I expect the plane will be fine, given the scrutiny and the level of attention given to the problem and its software fix….but the underlying problem with the aircraft not handling well at certain angles of attack is not going to go away.

We can assume that any pilot who flies the airplane knows all about the problem now and has been vetted on the new system….and probably could avoid the problem in the first place by not taking the plane to the angle where it becomes vulnerable to misbehave.

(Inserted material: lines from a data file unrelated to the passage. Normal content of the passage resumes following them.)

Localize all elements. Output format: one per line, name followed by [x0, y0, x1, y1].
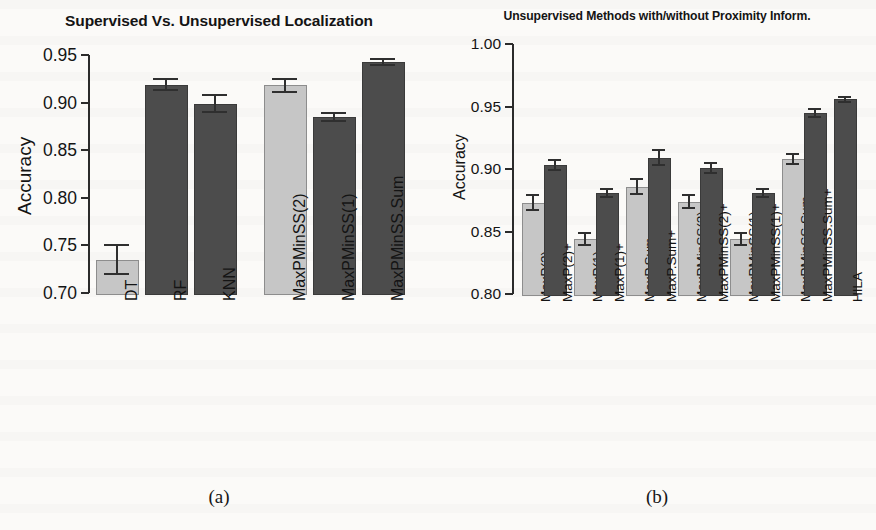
error-bar-cap-upper — [652, 149, 665, 151]
chart-a-title: Supervised Vs. Unsupervised Localization — [0, 12, 438, 30]
error-bar-cap-lower — [548, 169, 561, 171]
y-axis-tick-label: 0.90 — [21, 93, 77, 114]
error-bar-cap-lower — [104, 273, 129, 275]
y-axis-tick-label: 0.80 — [455, 285, 501, 303]
error-bar-cap-lower — [578, 244, 591, 246]
error-bar — [214, 95, 216, 112]
error-bar — [532, 195, 534, 210]
error-bar-cap-upper — [704, 162, 717, 164]
x-axis-category-label: MaxP(2)+ — [560, 243, 575, 302]
y-axis-tick-mark — [505, 293, 513, 295]
y-axis-tick-mark — [505, 106, 513, 108]
error-bar-cap-lower — [202, 111, 227, 113]
y-axis-tick-mark — [81, 102, 89, 104]
error-bar-cap-lower — [600, 196, 613, 198]
error-bar-cap-upper — [682, 194, 695, 196]
chart-b-title: Unsupervised Methods with/without Proxim… — [438, 9, 876, 23]
error-bar — [284, 79, 286, 92]
bar — [145, 85, 188, 295]
y-axis-tick-label: 0.95 — [455, 98, 501, 116]
error-bar-cap-lower — [272, 91, 297, 93]
error-bar-cap-upper — [202, 94, 227, 96]
x-axis-category-label: MaxPMinSS(1) — [340, 193, 358, 301]
panel-b-caption: (b) — [438, 486, 876, 508]
panel-a-caption: (a) — [0, 486, 438, 508]
x-axis-category-label: HILA — [850, 272, 865, 302]
x-axis-category-label: MaxP.Sum+ — [664, 230, 679, 302]
y-axis-tick-mark — [505, 43, 513, 45]
error-bar-cap-upper — [786, 153, 799, 155]
error-bar-cap-upper — [370, 58, 395, 60]
y-axis-tick-mark — [505, 168, 513, 170]
x-axis-category-label: MaxPMinSS.Sum — [389, 176, 407, 301]
y-axis-tick-label: 0.85 — [21, 140, 77, 161]
error-bar-cap-upper — [526, 194, 539, 196]
y-axis-tick-label: 0.90 — [455, 160, 501, 178]
error-bar-cap-lower — [704, 172, 717, 174]
error-bar-cap-lower — [838, 101, 851, 103]
error-bar-cap-lower — [786, 163, 799, 165]
x-axis-category-label: DT — [123, 280, 141, 301]
error-bar-cap-upper — [630, 178, 643, 180]
y-axis-tick-label: 0.85 — [455, 223, 501, 241]
error-bar-cap-upper — [272, 78, 297, 80]
y-axis-tick-label: 0.80 — [21, 188, 77, 209]
error-bar-cap-upper — [838, 96, 851, 98]
x-axis-category-label: RF — [172, 280, 190, 301]
x-axis-category-label: MaxPMinSS(2)+ — [716, 203, 731, 302]
error-bar-cap-lower — [682, 207, 695, 209]
y-axis-tick-mark — [81, 197, 89, 199]
x-axis-category-label: MaxP(1)+ — [612, 243, 627, 302]
error-bar-cap-lower — [756, 196, 769, 198]
chart-panel-a: Supervised Vs. Unsupervised Localization… — [0, 0, 438, 530]
y-axis-tick-label: 0.75 — [21, 235, 77, 256]
error-bar-cap-upper — [153, 78, 178, 80]
chart-panel-b: Unsupervised Methods with/without Proxim… — [438, 0, 876, 530]
y-axis-tick-mark — [505, 231, 513, 233]
error-bar-cap-lower — [321, 120, 346, 122]
error-bar-cap-upper — [756, 188, 769, 190]
x-axis-category-label: MaxPMinSS.Sum+ — [820, 188, 835, 302]
y-axis-tick-label: 0.95 — [21, 45, 77, 66]
error-bar — [636, 179, 638, 194]
y-axis-tick-label: 1.00 — [455, 35, 501, 53]
y-axis-spine — [88, 55, 90, 293]
x-axis-category-label: MaxPMinSS(1)+ — [768, 203, 783, 302]
y-axis-tick-mark — [81, 292, 89, 294]
error-bar-cap-lower — [630, 193, 643, 195]
error-bar-cap-lower — [370, 64, 395, 66]
x-axis-category-label: MaxPMinSS(2) — [291, 193, 309, 301]
error-bar-cap-upper — [808, 108, 821, 110]
x-axis-category-label: KNN — [221, 267, 239, 301]
error-bar-cap-lower — [808, 116, 821, 118]
error-bar-cap-upper — [104, 244, 129, 246]
error-bar-cap-lower — [652, 164, 665, 166]
error-bar-cap-upper — [548, 159, 561, 161]
y-axis-tick-mark — [81, 54, 89, 56]
error-bar — [658, 150, 660, 165]
y-axis-tick-label: 0.70 — [21, 283, 77, 304]
error-bar-cap-lower — [153, 89, 178, 91]
bar — [834, 99, 857, 296]
error-bar-cap-upper — [600, 188, 613, 190]
error-bar-cap-upper — [321, 112, 346, 114]
y-axis-tick-mark — [81, 244, 89, 246]
y-axis-tick-mark — [81, 149, 89, 151]
error-bar-cap-upper — [578, 232, 591, 234]
error-bar — [116, 245, 118, 274]
error-bar-cap-lower — [526, 209, 539, 211]
figure-container: Supervised Vs. Unsupervised Localization… — [0, 0, 876, 530]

I wouldn’t afraid to fly on one…..but that doesn’t make it a great airplane….and I think saying that a few lines of code “fixed the problem” is a little misleading.

Eddie_T
Eddie_T
3 years ago
Reply to  Eddie_T

Meant to say I wouldn’t be afraid to fly on one.

Henry_MixMaster
Henry_MixMaster
3 years ago
Reply to  Eddie_T

Not completely accurate. The overarching goal was to reduce pilot training costs by making the training of a larger plane the same as the existing smaller planes already in the fleet. Southwest, for example, only flies 737 planes and the addition of the Max would allow them to fly more passengers and with more efficient engines but not incur additional type-training costs because its “the same plane, but larger.”

Anda
Anda
3 years ago

Hard to build redundancy into a computerised system where workable management is dependent on every input and calculation being correct. Centralised system gives major failure when it goes into error. The older mechanical alternative , say dual wires with one redundant, dual controls with one only for emergency etc. doesn’t combine failure of any one facet of control with others. Usually it is found that disasters occur in those systems through unusual combination of simultaneous failure, whereas with the max failure was inbuilt to keep going to disaster repeatedly until the whole system was redesigned. This has happened mechanically as well on other aircraft previously, a design error for example , but then the first thing they do is ground all aircraft until cause is known. With the max and computer error they just decided to be able to blame the pilots 🙁 .

Rocky Raccoon
Rocky Raccoon
3 years ago

I have talked many times with a couple of my pilot friends that pilots have become dependent on computers and are losing valuable skills in the air.

Casual_Observer
Casual_Observer
3 years ago
Reply to  Rocky Raccoon

Yep. You won’t see any Captain Sully’s ever again when a plane gets into real trouble.

CaliforniaStan
CaliforniaStan
3 years ago
Reply to  Rocky Raccoon

The pilots fought the computer for control. Don’t blame the pilots, blame Boeing.